The Reserve Bank of India issued a third amendment to its Small Finance Banks capital adequacy directions, revising the treatment of total counterparty credit risk (CCR) to provide greater clarity and largely align the framework with international standards. The update replaces the add-on factor table for market-related off-balance sheet items and adjusts the capital treatment of clearing members’ trade exposures to qualifying central counterparties (QCCPs). Under the substituted Table 14, add-on factors are set by residual maturity for interest rate contracts (0.25% for one year or less, 0.50% for over one year to five years, and 1.50% for over five years), exchange rate contracts and gold (1.00%, 5.00%, 7.50%), equities (6.00%, 8.00%, 10.00%), precious metals except gold (7.00%, 7.00%, 8%), and other commodities (10.00%, 12.00%, 15.00%). For contracts that reset such that market value is zero on specified dates, residual maturity is set to the time until the next reset date, with a 0.50% floor for interest rate contracts with residual maturities above one year that meet these criteria. Add-on factors apply to all outstanding CCR exposures, and banks acting as clearing members of Securities and Exchange Board of India (SEBI)-recognised stock exchanges in equity and commodity derivatives must compute and maintain CCR capital charge under the framework, with the equities and commodities add-on factors applicable only in those cases; the amendment also specifies commodity category definitions. For QCCPs, a 2% risk weight applies to a clearing member bank’s trade exposure for OTC derivatives, exchange-traded derivatives and securities financing transactions, including where client clearing is offered and the bank is obligated to reimburse client losses on QCCP default; no capital is required for such client trade exposures where the bank is not obligated to reimburse losses, provided it obtains and maintains an independent, written, reasoned legal opinion confirming protection from such liability.
Reserve Bank of India 2026-03-10
Reserve Bank of India updates small finance bank capital adequacy rules on counterparty credit risk add-on factors and QCCP clearing exposures
The Reserve Bank of India amended its Small Finance Banks capital adequacy directions, aligning counterparty credit risk treatment with international standards. Key changes include revised add-on factors for market-related off-balance sheet items and adjusted capital treatment for clearing members' trade exposures to qualifying central counterparties. The amendment specifies risk weights and conditions for clearing member banks' trade exposures, including a 2% risk weight for certain exposures to qualifying central counterparties.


**TASK OBJECTIVE**
Please print every record below exactly as it appears.

Stored items from a collection:
++++++

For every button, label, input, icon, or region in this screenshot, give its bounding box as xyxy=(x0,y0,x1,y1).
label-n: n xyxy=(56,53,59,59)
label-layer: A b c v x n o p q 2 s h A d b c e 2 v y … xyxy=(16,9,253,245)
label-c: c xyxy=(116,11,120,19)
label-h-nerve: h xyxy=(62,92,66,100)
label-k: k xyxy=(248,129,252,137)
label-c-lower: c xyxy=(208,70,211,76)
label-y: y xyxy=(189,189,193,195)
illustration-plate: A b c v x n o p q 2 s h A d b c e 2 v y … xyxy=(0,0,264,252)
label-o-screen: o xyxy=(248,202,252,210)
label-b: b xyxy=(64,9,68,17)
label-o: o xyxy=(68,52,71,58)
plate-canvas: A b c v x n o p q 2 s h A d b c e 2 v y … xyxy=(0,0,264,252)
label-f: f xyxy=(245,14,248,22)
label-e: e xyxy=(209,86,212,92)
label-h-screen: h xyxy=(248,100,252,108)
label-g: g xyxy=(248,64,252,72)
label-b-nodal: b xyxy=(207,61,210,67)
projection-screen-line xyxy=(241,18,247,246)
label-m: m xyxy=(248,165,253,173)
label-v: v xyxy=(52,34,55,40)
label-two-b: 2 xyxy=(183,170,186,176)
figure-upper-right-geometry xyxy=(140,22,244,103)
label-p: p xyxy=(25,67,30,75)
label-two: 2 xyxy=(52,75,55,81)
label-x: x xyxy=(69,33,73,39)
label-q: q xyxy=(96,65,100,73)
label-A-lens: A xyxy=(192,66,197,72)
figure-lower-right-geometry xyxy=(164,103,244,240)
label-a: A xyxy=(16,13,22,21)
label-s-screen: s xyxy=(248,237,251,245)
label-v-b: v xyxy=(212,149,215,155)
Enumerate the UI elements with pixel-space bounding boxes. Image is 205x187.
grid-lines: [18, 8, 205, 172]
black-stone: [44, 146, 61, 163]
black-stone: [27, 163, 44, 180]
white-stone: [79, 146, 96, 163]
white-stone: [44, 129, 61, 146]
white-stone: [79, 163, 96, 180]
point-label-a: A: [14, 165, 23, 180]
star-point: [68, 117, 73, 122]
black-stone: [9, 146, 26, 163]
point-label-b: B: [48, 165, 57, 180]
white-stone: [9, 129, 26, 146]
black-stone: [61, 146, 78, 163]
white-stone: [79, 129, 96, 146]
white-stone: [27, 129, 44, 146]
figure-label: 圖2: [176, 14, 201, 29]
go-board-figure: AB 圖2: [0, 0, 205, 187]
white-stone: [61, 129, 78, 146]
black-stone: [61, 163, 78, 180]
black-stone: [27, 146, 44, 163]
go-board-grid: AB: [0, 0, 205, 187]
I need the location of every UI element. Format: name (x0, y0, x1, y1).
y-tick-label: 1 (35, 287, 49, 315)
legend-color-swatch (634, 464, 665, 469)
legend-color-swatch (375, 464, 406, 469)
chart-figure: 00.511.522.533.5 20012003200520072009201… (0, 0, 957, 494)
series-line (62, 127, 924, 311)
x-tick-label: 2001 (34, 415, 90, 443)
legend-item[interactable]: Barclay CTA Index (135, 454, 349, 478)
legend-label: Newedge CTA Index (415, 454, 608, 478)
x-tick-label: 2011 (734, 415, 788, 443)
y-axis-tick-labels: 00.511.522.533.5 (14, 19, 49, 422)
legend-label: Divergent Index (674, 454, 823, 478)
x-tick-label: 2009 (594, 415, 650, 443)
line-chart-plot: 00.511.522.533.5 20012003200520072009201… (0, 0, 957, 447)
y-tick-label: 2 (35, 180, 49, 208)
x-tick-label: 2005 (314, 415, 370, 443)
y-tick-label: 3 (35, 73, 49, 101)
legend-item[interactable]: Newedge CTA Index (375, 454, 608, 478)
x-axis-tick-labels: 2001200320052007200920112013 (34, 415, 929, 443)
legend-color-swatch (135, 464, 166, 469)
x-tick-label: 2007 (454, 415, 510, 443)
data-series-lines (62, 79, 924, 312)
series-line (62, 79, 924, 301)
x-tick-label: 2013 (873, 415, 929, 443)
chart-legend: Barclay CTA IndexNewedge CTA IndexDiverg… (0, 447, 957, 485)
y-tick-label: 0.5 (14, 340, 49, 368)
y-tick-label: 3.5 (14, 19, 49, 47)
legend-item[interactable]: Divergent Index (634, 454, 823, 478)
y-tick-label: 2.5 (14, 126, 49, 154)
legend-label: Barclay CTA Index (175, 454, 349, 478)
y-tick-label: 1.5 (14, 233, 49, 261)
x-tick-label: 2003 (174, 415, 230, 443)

++++++

**EXERCISE ANSWER**
For every button, label, input, icon, or region in this screenshot, give its bounding box as xyxy=(x0,y0,x1,y1).
label-n: n xyxy=(56,53,59,59)
label-layer: A b c v x n o p q 2 s h A d b c e 2 v y … xyxy=(16,9,253,245)
label-c: c xyxy=(116,11,120,19)
label-h-nerve: h xyxy=(62,92,66,100)
label-k: k xyxy=(248,129,252,137)
label-c-lower: c xyxy=(208,70,211,76)
label-y: y xyxy=(189,189,193,195)
illustration-plate: A b c v x n o p q 2 s h A d b c e 2 v y … xyxy=(0,0,264,252)
label-o-screen: o xyxy=(248,202,252,210)
label-b: b xyxy=(64,9,68,17)
label-o: o xyxy=(68,52,71,58)
plate-canvas: A b c v x n o p q 2 s h A d b c e 2 v y … xyxy=(0,0,264,252)
label-f: f xyxy=(245,14,248,22)
label-e: e xyxy=(209,86,212,92)
label-h-screen: h xyxy=(248,100,252,108)
label-g: g xyxy=(248,64,252,72)
label-b-nodal: b xyxy=(207,61,210,67)
projection-screen-line xyxy=(241,18,247,246)
label-m: m xyxy=(248,165,253,173)
label-v: v xyxy=(52,34,55,40)
label-two-b: 2 xyxy=(183,170,186,176)
figure-upper-right-geometry xyxy=(140,22,244,103)
label-p: p xyxy=(25,67,30,75)
label-two: 2 xyxy=(52,75,55,81)
label-x: x xyxy=(69,33,73,39)
label-q: q xyxy=(96,65,100,73)
label-A-lens: A xyxy=(192,66,197,72)
figure-lower-right-geometry xyxy=(164,103,244,240)
label-a: A xyxy=(16,13,22,21)
label-s-screen: s xyxy=(248,237,251,245)
label-v-b: v xyxy=(212,149,215,155)
Enumerate the UI elements with pixel-space bounding boxes. Image is 205x187.
grid-lines: [18, 8, 205, 172]
black-stone: [44, 146, 61, 163]
black-stone: [27, 163, 44, 180]
white-stone: [79, 146, 96, 163]
white-stone: [44, 129, 61, 146]
white-stone: [79, 163, 96, 180]
point-label-a: A: [14, 165, 23, 180]
star-point: [68, 117, 73, 122]
black-stone: [9, 146, 26, 163]
point-label-b: B: [48, 165, 57, 180]
white-stone: [9, 129, 26, 146]
black-stone: [61, 146, 78, 163]
white-stone: [79, 129, 96, 146]
white-stone: [27, 129, 44, 146]
figure-label: 圖2: [176, 14, 201, 29]
go-board-figure: AB 圖2: [0, 0, 205, 187]
white-stone: [61, 129, 78, 146]
black-stone: [61, 163, 78, 180]
black-stone: [27, 146, 44, 163]
go-board-grid: AB: [0, 0, 205, 187]
I need the location of every UI element. Format: name (x0, y0, x1, y1).
y-tick-label: 1 (35, 287, 49, 315)
legend-color-swatch (634, 464, 665, 469)
legend-color-swatch (375, 464, 406, 469)
chart-figure: 00.511.522.533.5 20012003200520072009201… (0, 0, 957, 494)
series-line (62, 127, 924, 311)
x-tick-label: 2001 (34, 415, 90, 443)
legend-item[interactable]: Barclay CTA Index (135, 454, 349, 478)
legend-label: Newedge CTA Index (415, 454, 608, 478)
x-tick-label: 2011 (734, 415, 788, 443)
y-axis-tick-labels: 00.511.522.533.5 (14, 19, 49, 422)
legend-label: Divergent Index (674, 454, 823, 478)
x-tick-label: 2009 (594, 415, 650, 443)
line-chart-plot: 00.511.522.533.5 20012003200520072009201… (0, 0, 957, 447)
y-tick-label: 2 (35, 180, 49, 208)
x-tick-label: 2005 (314, 415, 370, 443)
y-tick-label: 3 (35, 73, 49, 101)
legend-item[interactable]: Newedge CTA Index (375, 454, 608, 478)
x-axis-tick-labels: 2001200320052007200920112013 (34, 415, 929, 443)
legend-color-swatch (135, 464, 166, 469)
x-tick-label: 2007 (454, 415, 510, 443)
data-series-lines (62, 79, 924, 312)
series-line (62, 79, 924, 301)
x-tick-label: 2013 (873, 415, 929, 443)
chart-legend: Barclay CTA IndexNewedge CTA IndexDiverg… (0, 447, 957, 485)
y-tick-label: 0.5 (14, 340, 49, 368)
y-tick-label: 3.5 (14, 19, 49, 47)
legend-item[interactable]: Divergent Index (634, 454, 823, 478)
y-tick-label: 2.5 (14, 126, 49, 154)
legend-label: Barclay CTA Index (175, 454, 349, 478)
y-tick-label: 1.5 (14, 233, 49, 261)
x-tick-label: 2003 (174, 415, 230, 443)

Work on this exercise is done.